Output each entry that follows exactly. Images stay out.
[SUPPLIED DATA Boundary: Start]
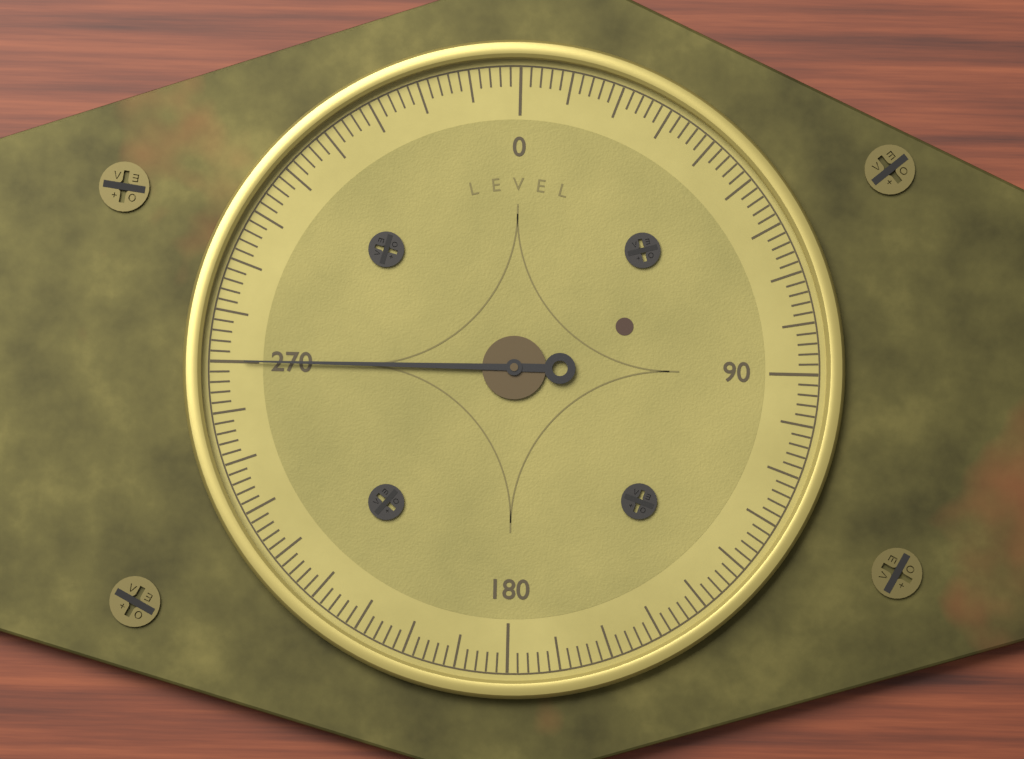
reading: 270 (no unit)
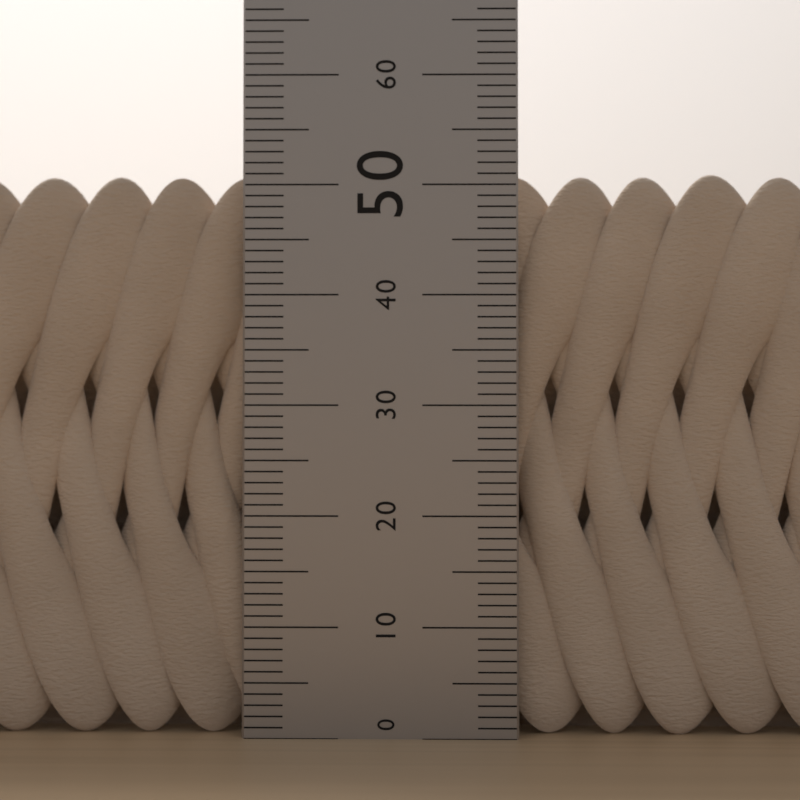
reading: 51 (no unit)
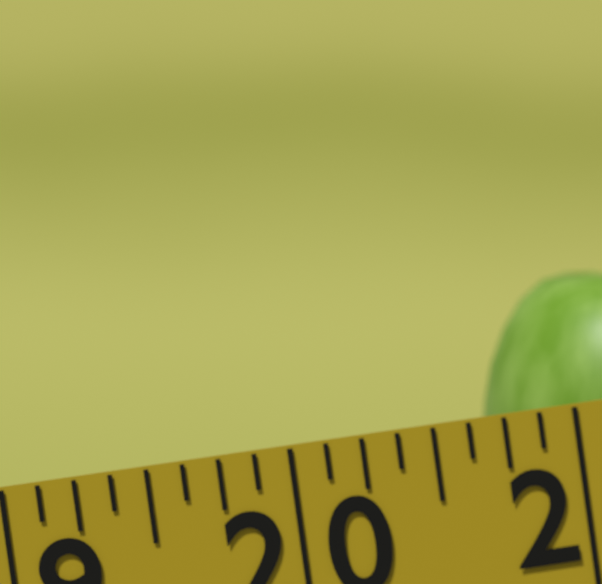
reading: 20.750 (no unit)
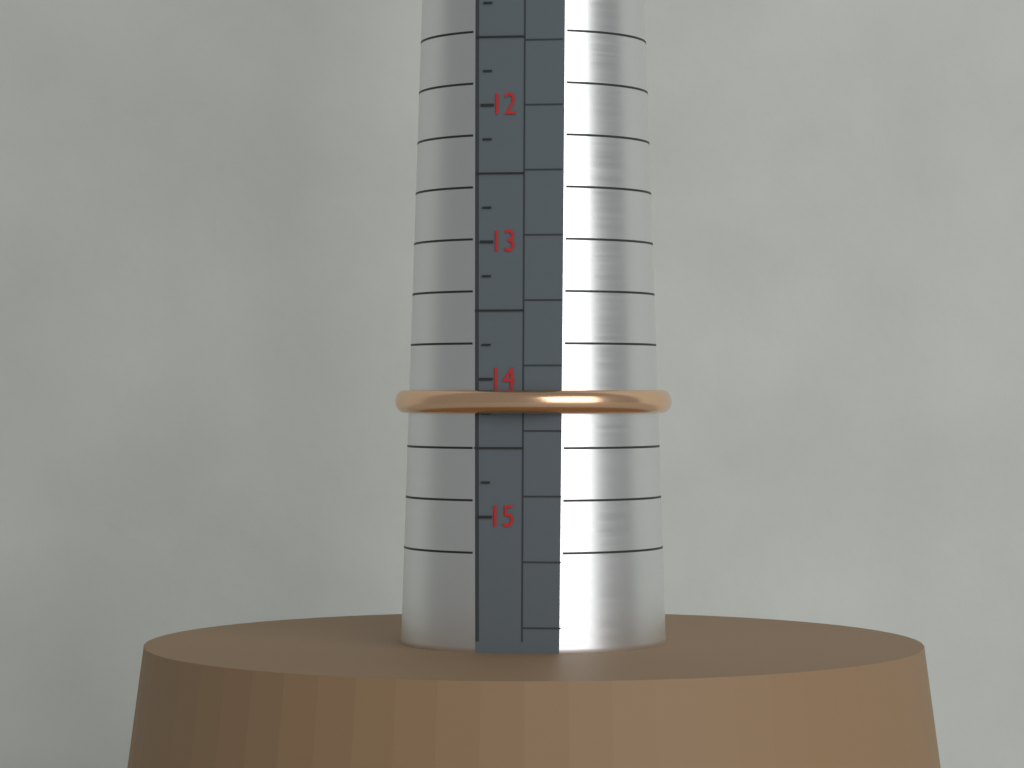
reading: 14.25 (no unit)
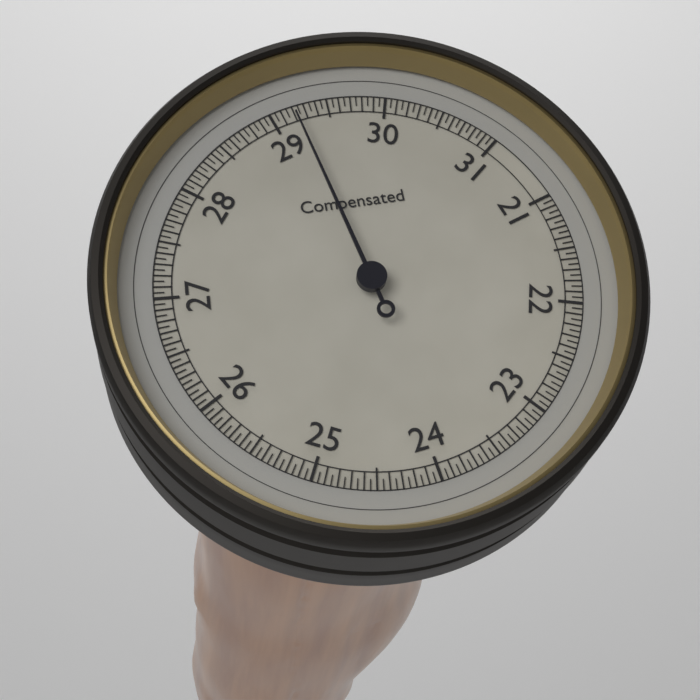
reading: 29.20 (no unit)
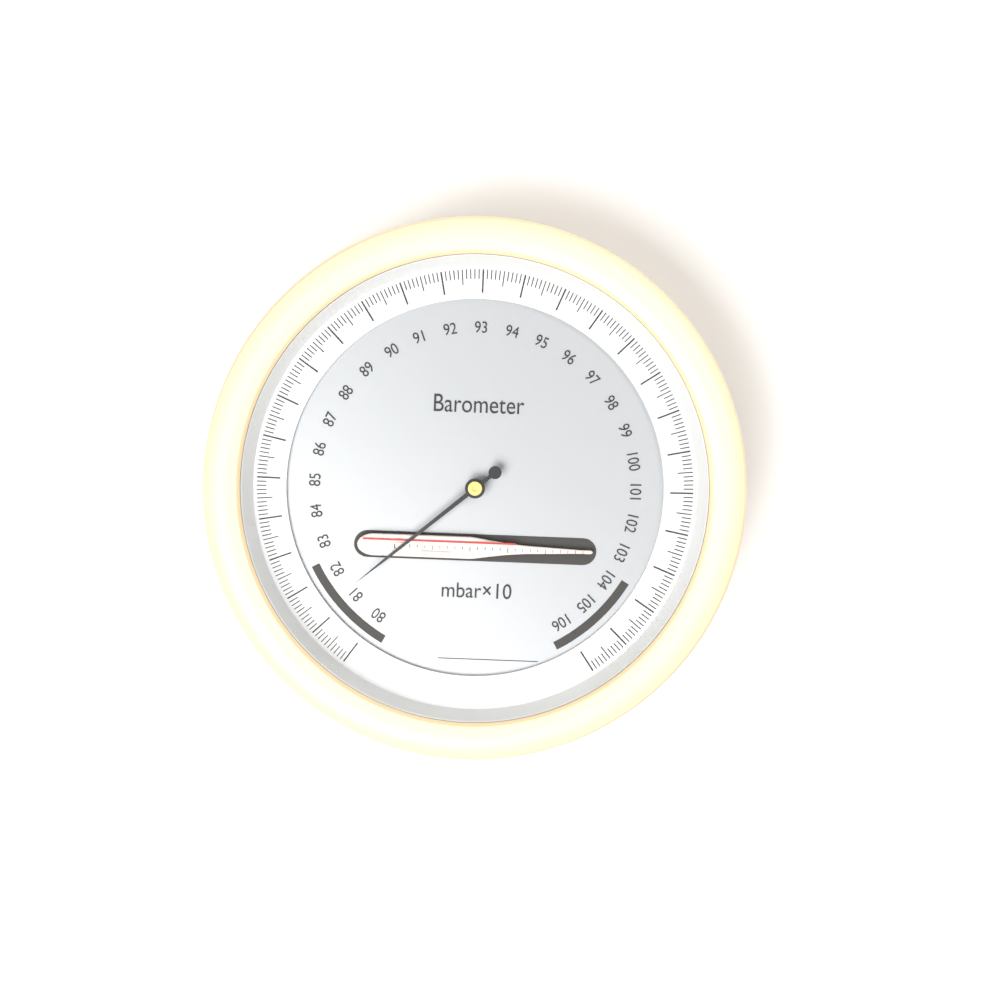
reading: 81.3 mbar×10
[SUPPLIED DATA Boundary: End]
EXERCISE OUTPUT>
reading: 270 (no unit)
reading: 51 (no unit)
reading: 20.750 (no unit)
reading: 14.25 (no unit)
reading: 29.20 (no unit)
reading: 81.3 mbar×10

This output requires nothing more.